What Security Teams Should Know Immediately

  • Axios was targeted via npm, turning a trusted package into a supply chain risk.
  • The malicious package used staged dependency behavior to reduce suspicion and improve delivery.
  • The attack path focused on post-install execution, making CI/CD and developer environments especially exposed.
  • Primary impact includes credential and secret theft such as SSH keys, npm tokens, cloud credentials, and environment files.
  • Immediate remediation matters: pin safe versions, rotate secrets, reinstall clean dependencies, and audit suspicious outbound activity.

This breach highlights a critical evolution in how attackers exploit trusted open-source libraries to gain deep access to enterprise environments. Here is a brief breakdown of what happened, how it works, and how to protect your organization.
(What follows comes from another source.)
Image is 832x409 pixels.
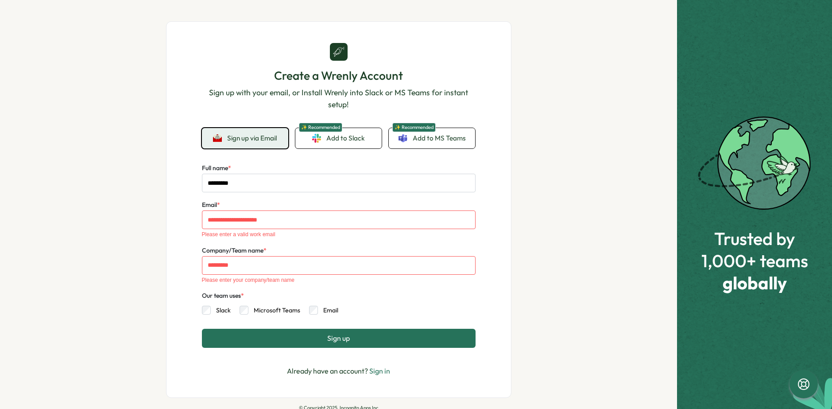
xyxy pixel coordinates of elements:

The Attack: When and How It Started

The incident began early on March 31, 2026, when a primary maintainer’s npm account was compromised. The attacker bypassed modern security protocols—specifically OIDC Trusted Publishing—by using a “classic” long-lived access token to manually publish poisoned versions of the package: axios@1.14.1 and axios@0.30.4.

To avoid triggering “new package” alerts, the attacker pre-staged a dependency called plain-crypto-js 18 hours earlier, establishing a fake history before injecting the malicious payload into the Axios update.
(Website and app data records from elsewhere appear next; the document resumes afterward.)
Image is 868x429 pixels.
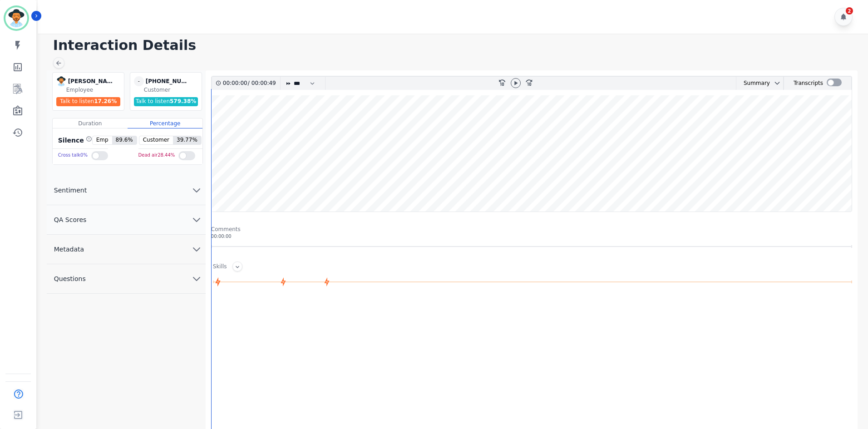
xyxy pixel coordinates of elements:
[139,136,173,145] span: Customer
[112,136,137,145] span: 89.6 %
[213,263,227,271] div: Skills
[737,77,770,90] div: Summary
[57,97,121,106] div: Talk to listen
[223,77,278,90] div: /
[47,264,206,294] button: Questions chevron down
[94,98,117,104] span: 17.26 %
[66,86,122,93] div: Employee
[773,79,781,87] svg: chevron down
[191,214,202,225] svg: chevron down
[173,136,201,145] span: 39.77 %
[134,76,144,86] span: -
[47,186,94,194] span: Sentiment
[68,76,114,86] div: [PERSON_NAME]
[57,136,92,145] div: Silence
[170,98,196,104] span: 579.38 %
[211,233,852,240] div: 00:00:00
[250,77,275,90] div: 00:00:49
[47,205,206,235] button: QA Scores chevron down
[211,225,852,233] div: Comments
[47,235,206,264] button: Metadata chevron down
[47,274,93,283] span: Questions
[134,97,198,106] div: Talk to listen
[127,118,202,129] div: Percentage
[139,149,175,162] div: Dead air 28.44 %
[846,7,853,14] div: 2
[53,118,127,129] div: Duration
[191,273,202,284] svg: chevron down
[47,175,206,205] button: Sentiment chevron down
[191,185,202,196] svg: chevron down
[146,76,191,86] div: [PHONE_NUMBER]
[794,77,823,90] div: Transcripts
[47,215,94,224] span: QA Scores
[5,7,27,29] img: Bordered avatar
[223,77,248,90] div: 00:00:00
[58,149,87,162] div: Cross talk 0 %
[191,244,202,255] svg: chevron down
[93,136,112,145] span: Emp
[144,86,200,93] div: Customer
[53,37,859,54] h1: Interaction Details
[770,79,781,87] button: chevron down
[47,244,91,254] span: Metadata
Technical Breakdown: The “Plain-Crypto-JS” Trojan

The attack is a textbook example of a Remote Access Trojan (RAT) delivery.
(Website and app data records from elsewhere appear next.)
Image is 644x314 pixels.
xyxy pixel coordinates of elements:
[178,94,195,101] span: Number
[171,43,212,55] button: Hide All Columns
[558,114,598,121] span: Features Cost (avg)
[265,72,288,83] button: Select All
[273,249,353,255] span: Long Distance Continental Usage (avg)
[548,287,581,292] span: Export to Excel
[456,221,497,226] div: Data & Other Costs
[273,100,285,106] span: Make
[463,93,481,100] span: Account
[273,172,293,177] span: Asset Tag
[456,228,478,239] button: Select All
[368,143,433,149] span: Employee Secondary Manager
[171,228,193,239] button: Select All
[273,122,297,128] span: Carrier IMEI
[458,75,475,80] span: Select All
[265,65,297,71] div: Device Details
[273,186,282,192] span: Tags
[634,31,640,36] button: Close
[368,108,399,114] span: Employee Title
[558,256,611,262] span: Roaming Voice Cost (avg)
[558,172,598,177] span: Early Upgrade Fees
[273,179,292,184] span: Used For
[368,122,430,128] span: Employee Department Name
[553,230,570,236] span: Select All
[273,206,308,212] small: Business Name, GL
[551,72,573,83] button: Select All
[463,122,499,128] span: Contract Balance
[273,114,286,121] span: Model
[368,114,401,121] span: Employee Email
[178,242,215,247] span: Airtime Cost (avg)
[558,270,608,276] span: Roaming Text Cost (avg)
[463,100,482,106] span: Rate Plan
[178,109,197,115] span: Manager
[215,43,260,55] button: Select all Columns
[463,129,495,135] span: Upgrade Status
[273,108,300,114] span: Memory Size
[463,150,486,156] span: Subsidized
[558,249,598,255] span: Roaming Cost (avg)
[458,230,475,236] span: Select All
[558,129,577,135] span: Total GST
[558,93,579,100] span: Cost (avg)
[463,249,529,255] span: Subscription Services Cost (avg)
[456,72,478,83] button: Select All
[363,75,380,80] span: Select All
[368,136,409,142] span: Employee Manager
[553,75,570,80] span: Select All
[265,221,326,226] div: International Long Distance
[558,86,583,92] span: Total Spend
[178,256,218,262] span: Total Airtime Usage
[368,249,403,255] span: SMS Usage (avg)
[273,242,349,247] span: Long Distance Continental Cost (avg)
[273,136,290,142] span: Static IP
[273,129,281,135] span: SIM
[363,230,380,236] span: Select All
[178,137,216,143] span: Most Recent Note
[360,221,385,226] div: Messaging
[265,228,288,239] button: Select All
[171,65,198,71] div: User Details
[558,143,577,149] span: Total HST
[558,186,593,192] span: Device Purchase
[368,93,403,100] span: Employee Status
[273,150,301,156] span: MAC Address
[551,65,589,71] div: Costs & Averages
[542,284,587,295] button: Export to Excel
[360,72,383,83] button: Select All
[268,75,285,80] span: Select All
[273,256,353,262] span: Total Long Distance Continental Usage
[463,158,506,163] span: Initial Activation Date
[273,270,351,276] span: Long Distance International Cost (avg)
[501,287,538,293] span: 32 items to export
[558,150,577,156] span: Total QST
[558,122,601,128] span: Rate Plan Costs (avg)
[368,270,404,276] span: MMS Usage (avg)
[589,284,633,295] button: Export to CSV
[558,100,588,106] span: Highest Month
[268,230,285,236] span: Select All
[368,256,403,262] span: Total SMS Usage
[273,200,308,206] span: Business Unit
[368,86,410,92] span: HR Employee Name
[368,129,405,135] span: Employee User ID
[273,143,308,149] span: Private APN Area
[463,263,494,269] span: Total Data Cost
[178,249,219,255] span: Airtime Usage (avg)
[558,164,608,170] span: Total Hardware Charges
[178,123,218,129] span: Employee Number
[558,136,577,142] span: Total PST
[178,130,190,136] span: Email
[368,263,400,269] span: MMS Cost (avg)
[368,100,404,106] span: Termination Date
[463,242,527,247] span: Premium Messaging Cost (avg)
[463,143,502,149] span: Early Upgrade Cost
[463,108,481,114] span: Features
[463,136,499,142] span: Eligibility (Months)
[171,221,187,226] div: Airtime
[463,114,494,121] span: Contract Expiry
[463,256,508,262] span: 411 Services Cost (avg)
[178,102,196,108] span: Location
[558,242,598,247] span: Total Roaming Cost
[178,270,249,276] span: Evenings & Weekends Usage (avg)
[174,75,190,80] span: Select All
  • The Vector: The malicious Axios versions pull in plain-crypto-js@4.2.1.
  • The Trigger: A postinstall script in the package automatically executes a file named setup.js the moment a developer or CI/CD pipeline runs npm install.
  • Cross-Platform Payloads: The malware detects the host OS and delivers tailored payloads:
    • Windows: Hijacks PowerShell and executes a hidden script.
    • macOS: Uses AppleScript to drop a background binary in system caches.
    • Linux: Executes a Python-based RAT via nohup for persistence.

Attacker Gains: What is at Stake?

The goal of this campaign is high-value data exfiltration. The RAT is designed to harvest:

  • Cloud Credentials: AWS, GCP, and Azure access keys.
  • Developer Secrets: SSH private keys, npm tokens, and .env files.
  • CI/CD Access: Kubernetes tokens and build-server environment variables.

By compromising Axios, attackers gained a potential foothold in millions of production environments, ranging from small startups to global enterprise clouds.

Detection Evasion

This malware is particularly dangerous because it self-destructs. After launching the second-stage RAT, the setup.js script deletes itself and replaces the package.json with a “clean” stub. This makes the package look legitimate during manual inspections or standard npm audit scans.

Remediation: Immediate Steps

If your team performed an install or build on March 31, 2026, take these steps immediately:

  1. Downgrade and Pin: Revert to axios@1.14.0 (for 1.x users) or axios@0.30.3 (for 0.x users).
  2. Rotate Secrets: Assume any environment variables, AWS keys, or SSH keys present on the machine during the install are compromised and rotate them immediately.
  3. Clean Cache: Run npm cache clean –force and delete your node_modules before a clean reinstall with –ignore-scripts.
  4. Network Audit: Check for outbound connections to the C2 domain sfrclak.com.

The Axios breach is a stark reminder that even the most trusted dependencies require continuous, AI-driven behavioral monitoring. At SecurifyAI, we help you stay ahead of these evolving supply chain threats.